The Bank of England governor says Britain is facing a wage-price spiral
- Bank of England Governor Andrew Bailey said in a speech on Wednesday that UK inflation was driven by “second-round effects” that would prove sticky.
- He noted that the central bank’s monetary policy committee was closely monitoring “indicators of inflation persistence, including labor market tightness and wage growth, and service price growth.”
- The BoE will continue to adjust the Bank Rate “as needed”[ads1]; to reach the 2% inflation target, he added.
A sign shows the price in pounds sterling of food items, including cucumbers, at a stall fruit and vegetable market in east London on March 31, 2023.
Susannah Ireland | Afp | Getty Images
LONDON — After more than a year of warnings, Bank of England Governor Andrew Bailey says Britain is now experiencing a wage-price spiral despite 12 consecutive central bank rate hikes.
“Some of the strength in core inflation [in the U.K.] reflects the indirect effects of higher energy prices,” Bailey said in a Wednesday speech. “But it also reflects second-round effects as the external shocks we’ve seen interact with the state of the domestic economy.”
“As headline inflation falls, these second-round effects are unlikely to disappear as quickly as they appeared.”
Those areas of persistence, he continued, include domestic wage growth and pricing.
This situation risks a wage-price spiral – a theory that says workers bargain for pay rises when inflation rises, fueling higher demand and pushing companies to raise prices to compensate for steeper costs. This in turn leaves workers demanding higher wages to be able to afford goods and services – perpetuating so-called “second-round effects”.
The UK inflation rate surprised economists by staying above 10% in March. Core inflation, excluding food, energy, alcohol and tobacco, was flat at 5.7 per cent from the previous month.
Bailey said the loosening in the labor market, as vacancies begin to fall, is happening more slowly than the central bank had previously expected.
He noted that nominal wage growth – not adjusted for inflation – and price growth in services had occurred in line with the bank’s forecasts. The Bank of England sees signs of a slowdown in wage growth but observes that services inflation remains high, Bailey added.
The Bank’s monetary policy committee “continues to judge that risks to inflation are significantly skewed to the upside,” he said, and will continue to adjust its main bank rate “as necessary” to reach its 2% inflation target.
Bailey suffered backlash last February when he said companies should show “restraint” in pay negotiations and that “broadly” workers should not ask for big pay rises. His comments were claimed at the time as callous, as the public faced a growing cost of living crisis, with inflation creating sharp falls in real wage growth.
Economists and policymakers in the EU and US have said in recent months that they no longer see significant risk of a wage-price spiral in those economies, with wages having room to rise to catch up with inflation and historical stagnation.
Many also say there are signs that companies have raised prices above their inflation rate, which has protected corporate profit margins.
Alberto Gallo, chief investment officer at Andromeda Capital Management, previously told CNBC that Britain was the developed economy most exposed to a wage-price spiral due to factors such as weakness in the British pound, reliance on food and energy imports and a tight labor market constrained by post-Brexit rules.
Huw Pill, the Bank of England’s chief economist, sparked a similar furore last month when he said on a podcast that there was a reluctance in Britain to accept that “we all have it worse, we all have to do our part,” and that workers and businesses had to stop passing price rises on each other.
“If what you’re buying has gone up a lot relative to what you’re selling, you’re going to be worse off,” Pill said.
“So somehow in the UK someone has to accept that they are worse off and stop trying to maintain their real spending power by bidding up prices, either higher wages or passing on the cost of energy to customers.”
Addressing the backlash, Pill said in comments quoted by Reuters earlier this week that he would “probably use some different words.”
Still, he continued, “I appreciate that this is a bit of a harsh message, but … having to pay more for what we buy from the rest of the world compared to what we sell to the world is a squeeze on our purchasing power.”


WHAT YOU NEED TO DO – Every line from the one containing "Decompose this screenshot" through the last line below should be reproduced exactly; please include nothing else.

Top of THE INPUT

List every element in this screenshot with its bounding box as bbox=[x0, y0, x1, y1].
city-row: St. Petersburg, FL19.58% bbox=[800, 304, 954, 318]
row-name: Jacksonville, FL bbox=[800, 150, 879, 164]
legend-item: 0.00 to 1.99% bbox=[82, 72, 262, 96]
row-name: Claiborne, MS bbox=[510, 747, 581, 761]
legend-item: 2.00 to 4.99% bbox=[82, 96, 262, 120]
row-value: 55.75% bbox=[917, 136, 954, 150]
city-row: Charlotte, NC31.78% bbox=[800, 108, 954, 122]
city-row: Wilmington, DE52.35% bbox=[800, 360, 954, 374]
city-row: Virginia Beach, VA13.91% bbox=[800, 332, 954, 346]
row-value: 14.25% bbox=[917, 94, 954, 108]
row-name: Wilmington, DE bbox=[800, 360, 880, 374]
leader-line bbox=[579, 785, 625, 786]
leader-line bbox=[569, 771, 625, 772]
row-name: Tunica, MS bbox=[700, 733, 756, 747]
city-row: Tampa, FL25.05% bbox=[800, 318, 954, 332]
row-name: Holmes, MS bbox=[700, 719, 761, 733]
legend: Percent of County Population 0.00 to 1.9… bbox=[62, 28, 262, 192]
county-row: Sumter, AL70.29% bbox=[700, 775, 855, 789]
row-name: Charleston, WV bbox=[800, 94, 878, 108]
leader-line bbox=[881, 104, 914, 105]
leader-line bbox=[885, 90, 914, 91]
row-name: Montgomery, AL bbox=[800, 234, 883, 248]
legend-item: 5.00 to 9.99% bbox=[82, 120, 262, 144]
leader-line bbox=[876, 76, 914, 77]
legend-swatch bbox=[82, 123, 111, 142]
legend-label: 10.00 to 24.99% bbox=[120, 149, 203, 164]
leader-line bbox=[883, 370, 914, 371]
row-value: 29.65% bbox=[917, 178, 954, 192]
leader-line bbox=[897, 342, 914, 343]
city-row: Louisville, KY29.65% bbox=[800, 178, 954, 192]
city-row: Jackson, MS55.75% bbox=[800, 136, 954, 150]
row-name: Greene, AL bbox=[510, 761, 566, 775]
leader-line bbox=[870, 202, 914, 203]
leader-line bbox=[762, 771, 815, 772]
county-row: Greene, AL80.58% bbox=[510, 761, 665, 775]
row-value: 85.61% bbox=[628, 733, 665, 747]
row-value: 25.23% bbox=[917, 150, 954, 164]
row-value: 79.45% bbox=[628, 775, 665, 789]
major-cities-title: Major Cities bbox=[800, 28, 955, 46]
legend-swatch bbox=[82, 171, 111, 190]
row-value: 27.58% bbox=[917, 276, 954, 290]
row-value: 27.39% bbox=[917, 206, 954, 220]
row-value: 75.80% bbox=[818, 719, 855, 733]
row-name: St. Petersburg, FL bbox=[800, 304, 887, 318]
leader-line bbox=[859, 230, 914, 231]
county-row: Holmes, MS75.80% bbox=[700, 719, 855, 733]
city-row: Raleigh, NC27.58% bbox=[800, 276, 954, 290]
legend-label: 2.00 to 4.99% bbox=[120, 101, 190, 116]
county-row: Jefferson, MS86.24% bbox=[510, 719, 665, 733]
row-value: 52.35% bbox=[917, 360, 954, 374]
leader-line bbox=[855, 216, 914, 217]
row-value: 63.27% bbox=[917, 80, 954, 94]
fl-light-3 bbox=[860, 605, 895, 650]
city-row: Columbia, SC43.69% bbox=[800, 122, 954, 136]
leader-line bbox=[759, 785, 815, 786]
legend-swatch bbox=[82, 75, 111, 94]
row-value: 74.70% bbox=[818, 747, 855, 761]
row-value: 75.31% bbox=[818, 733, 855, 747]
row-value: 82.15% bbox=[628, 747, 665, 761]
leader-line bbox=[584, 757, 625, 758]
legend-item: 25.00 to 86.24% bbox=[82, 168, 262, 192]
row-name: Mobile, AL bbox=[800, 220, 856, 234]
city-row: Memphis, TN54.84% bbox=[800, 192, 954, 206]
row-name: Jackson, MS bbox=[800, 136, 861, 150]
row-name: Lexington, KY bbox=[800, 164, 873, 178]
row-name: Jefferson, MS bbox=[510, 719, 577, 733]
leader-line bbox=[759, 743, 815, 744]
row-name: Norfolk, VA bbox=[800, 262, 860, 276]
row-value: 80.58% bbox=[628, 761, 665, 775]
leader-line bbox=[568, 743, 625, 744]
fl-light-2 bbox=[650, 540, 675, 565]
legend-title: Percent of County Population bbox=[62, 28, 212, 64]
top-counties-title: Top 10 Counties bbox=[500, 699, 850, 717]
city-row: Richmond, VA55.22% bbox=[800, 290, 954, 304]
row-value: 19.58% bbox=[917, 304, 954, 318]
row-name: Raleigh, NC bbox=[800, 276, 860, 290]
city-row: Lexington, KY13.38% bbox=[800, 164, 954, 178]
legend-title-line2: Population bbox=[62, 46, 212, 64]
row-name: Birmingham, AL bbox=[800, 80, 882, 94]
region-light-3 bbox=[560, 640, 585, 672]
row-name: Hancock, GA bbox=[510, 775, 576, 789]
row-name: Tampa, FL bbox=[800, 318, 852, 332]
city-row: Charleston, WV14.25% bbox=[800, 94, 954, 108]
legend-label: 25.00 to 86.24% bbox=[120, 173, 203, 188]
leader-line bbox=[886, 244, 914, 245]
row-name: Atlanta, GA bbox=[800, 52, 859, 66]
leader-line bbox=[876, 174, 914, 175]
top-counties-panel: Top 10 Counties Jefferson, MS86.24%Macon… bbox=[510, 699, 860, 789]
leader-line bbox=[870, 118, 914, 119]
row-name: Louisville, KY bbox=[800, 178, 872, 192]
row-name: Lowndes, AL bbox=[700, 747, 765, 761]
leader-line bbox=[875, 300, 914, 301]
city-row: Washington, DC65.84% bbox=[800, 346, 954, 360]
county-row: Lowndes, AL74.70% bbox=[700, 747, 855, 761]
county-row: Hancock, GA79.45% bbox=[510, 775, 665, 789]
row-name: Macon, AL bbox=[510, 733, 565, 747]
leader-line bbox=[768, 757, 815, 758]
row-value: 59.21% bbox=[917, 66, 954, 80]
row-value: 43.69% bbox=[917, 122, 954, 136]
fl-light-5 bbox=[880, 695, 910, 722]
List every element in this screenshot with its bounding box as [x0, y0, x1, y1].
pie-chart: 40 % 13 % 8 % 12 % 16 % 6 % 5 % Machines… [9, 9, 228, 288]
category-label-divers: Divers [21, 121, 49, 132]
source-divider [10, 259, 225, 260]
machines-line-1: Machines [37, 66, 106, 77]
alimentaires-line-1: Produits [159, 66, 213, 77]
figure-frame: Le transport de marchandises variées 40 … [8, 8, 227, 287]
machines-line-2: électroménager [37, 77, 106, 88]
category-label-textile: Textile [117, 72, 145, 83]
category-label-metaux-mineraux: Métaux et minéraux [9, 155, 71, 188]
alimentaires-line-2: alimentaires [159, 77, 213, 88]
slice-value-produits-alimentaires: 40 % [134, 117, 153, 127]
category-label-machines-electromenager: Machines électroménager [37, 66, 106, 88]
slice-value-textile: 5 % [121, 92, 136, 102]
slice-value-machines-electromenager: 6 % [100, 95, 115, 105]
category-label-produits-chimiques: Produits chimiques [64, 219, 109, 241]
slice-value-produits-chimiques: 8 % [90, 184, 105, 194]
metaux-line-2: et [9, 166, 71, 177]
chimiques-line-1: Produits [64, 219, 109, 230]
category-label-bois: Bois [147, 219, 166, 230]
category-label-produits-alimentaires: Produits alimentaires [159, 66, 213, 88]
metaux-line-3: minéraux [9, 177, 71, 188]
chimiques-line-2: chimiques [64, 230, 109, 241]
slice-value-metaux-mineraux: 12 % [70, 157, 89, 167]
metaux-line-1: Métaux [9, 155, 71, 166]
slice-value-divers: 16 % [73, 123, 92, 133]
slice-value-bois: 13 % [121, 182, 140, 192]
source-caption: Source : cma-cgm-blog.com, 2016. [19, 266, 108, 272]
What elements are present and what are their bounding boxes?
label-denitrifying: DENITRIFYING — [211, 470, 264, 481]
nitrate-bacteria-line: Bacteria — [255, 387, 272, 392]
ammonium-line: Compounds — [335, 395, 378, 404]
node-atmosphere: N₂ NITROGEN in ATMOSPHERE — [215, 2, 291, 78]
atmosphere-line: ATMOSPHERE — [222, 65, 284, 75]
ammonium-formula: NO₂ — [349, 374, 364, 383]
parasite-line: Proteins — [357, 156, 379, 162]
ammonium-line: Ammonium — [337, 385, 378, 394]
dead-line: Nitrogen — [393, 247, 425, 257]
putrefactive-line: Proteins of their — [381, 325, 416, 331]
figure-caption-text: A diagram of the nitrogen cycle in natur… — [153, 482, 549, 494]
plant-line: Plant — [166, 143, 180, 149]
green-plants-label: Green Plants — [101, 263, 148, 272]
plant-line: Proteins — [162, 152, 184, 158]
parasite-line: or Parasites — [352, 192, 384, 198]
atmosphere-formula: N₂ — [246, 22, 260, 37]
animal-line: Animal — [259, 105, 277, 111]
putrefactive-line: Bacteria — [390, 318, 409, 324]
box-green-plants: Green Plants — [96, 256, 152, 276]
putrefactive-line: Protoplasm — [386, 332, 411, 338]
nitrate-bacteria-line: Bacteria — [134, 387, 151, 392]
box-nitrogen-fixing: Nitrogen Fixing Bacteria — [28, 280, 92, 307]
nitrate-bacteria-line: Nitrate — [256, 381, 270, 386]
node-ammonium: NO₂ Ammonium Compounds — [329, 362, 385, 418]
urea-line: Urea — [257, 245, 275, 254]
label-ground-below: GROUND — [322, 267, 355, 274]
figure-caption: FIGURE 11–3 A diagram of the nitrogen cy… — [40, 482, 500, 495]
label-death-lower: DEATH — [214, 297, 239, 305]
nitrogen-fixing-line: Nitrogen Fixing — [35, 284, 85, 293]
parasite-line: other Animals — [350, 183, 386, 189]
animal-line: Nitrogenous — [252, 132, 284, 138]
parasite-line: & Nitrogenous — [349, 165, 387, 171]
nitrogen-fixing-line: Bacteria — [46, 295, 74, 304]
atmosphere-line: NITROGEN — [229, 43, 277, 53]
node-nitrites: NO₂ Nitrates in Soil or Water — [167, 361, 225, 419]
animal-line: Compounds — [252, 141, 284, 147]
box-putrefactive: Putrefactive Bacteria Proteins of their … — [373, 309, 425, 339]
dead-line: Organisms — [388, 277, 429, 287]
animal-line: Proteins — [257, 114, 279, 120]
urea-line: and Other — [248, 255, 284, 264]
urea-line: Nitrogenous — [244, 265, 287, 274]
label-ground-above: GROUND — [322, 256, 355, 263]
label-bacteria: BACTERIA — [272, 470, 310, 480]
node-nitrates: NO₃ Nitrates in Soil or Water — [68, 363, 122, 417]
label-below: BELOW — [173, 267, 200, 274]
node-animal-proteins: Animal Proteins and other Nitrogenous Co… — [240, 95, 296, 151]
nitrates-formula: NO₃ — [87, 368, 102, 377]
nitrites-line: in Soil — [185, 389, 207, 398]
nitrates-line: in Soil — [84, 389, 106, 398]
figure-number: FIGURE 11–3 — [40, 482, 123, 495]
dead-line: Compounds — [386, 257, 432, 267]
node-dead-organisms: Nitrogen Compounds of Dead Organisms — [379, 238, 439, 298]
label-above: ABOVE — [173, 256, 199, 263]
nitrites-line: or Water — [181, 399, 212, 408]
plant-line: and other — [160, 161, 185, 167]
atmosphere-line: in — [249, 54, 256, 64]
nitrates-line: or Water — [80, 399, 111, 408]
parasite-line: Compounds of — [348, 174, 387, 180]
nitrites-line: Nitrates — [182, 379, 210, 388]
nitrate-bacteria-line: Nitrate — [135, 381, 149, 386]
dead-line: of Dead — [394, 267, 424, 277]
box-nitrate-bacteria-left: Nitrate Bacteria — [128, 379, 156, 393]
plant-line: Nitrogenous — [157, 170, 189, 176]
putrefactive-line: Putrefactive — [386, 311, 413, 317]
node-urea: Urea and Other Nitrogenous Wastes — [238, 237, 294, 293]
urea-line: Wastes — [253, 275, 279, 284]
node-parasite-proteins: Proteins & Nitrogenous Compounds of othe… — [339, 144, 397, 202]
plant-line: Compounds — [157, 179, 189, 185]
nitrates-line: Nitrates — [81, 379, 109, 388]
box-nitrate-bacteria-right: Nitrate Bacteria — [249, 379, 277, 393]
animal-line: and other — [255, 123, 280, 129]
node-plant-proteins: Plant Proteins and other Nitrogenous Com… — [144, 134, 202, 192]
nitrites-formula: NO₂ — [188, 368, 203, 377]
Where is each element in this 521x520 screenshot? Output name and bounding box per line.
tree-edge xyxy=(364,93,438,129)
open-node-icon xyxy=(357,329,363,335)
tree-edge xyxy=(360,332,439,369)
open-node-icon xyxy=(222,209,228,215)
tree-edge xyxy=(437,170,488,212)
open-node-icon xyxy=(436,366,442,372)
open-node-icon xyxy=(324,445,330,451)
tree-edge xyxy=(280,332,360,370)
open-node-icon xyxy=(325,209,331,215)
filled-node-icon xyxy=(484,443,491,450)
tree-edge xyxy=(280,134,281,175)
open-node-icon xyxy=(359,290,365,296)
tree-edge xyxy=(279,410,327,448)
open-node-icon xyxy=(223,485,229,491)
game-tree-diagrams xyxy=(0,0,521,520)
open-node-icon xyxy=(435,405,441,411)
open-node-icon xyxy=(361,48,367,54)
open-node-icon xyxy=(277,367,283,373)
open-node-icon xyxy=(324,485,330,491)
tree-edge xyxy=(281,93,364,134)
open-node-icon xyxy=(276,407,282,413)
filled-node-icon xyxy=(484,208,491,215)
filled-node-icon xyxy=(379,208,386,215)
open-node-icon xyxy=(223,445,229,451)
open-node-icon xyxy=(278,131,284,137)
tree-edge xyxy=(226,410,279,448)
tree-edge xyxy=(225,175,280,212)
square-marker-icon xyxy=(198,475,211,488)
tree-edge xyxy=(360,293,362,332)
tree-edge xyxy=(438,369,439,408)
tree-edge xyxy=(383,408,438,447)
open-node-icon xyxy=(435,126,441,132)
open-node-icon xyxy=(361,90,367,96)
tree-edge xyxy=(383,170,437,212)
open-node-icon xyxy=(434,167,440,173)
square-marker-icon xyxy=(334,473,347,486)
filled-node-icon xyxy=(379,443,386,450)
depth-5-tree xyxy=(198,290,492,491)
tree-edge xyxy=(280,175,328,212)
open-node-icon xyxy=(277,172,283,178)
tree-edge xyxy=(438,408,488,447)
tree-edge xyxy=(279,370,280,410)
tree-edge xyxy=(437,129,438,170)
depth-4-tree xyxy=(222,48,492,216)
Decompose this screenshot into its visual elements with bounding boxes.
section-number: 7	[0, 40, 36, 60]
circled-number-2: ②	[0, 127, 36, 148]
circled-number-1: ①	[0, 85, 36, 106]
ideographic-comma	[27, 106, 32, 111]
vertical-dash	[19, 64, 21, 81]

Bottom of THE INPUT

ANSWER AREA –
Decompose this screenshot into its visual elements with bounding boxes.
section-number: 7	[0, 40, 36, 60]
circled-number-2: ②	[0, 127, 36, 148]
circled-number-1: ①	[0, 85, 36, 106]
ideographic-comma	[27, 106, 32, 111]
vertical-dash	[19, 64, 21, 81]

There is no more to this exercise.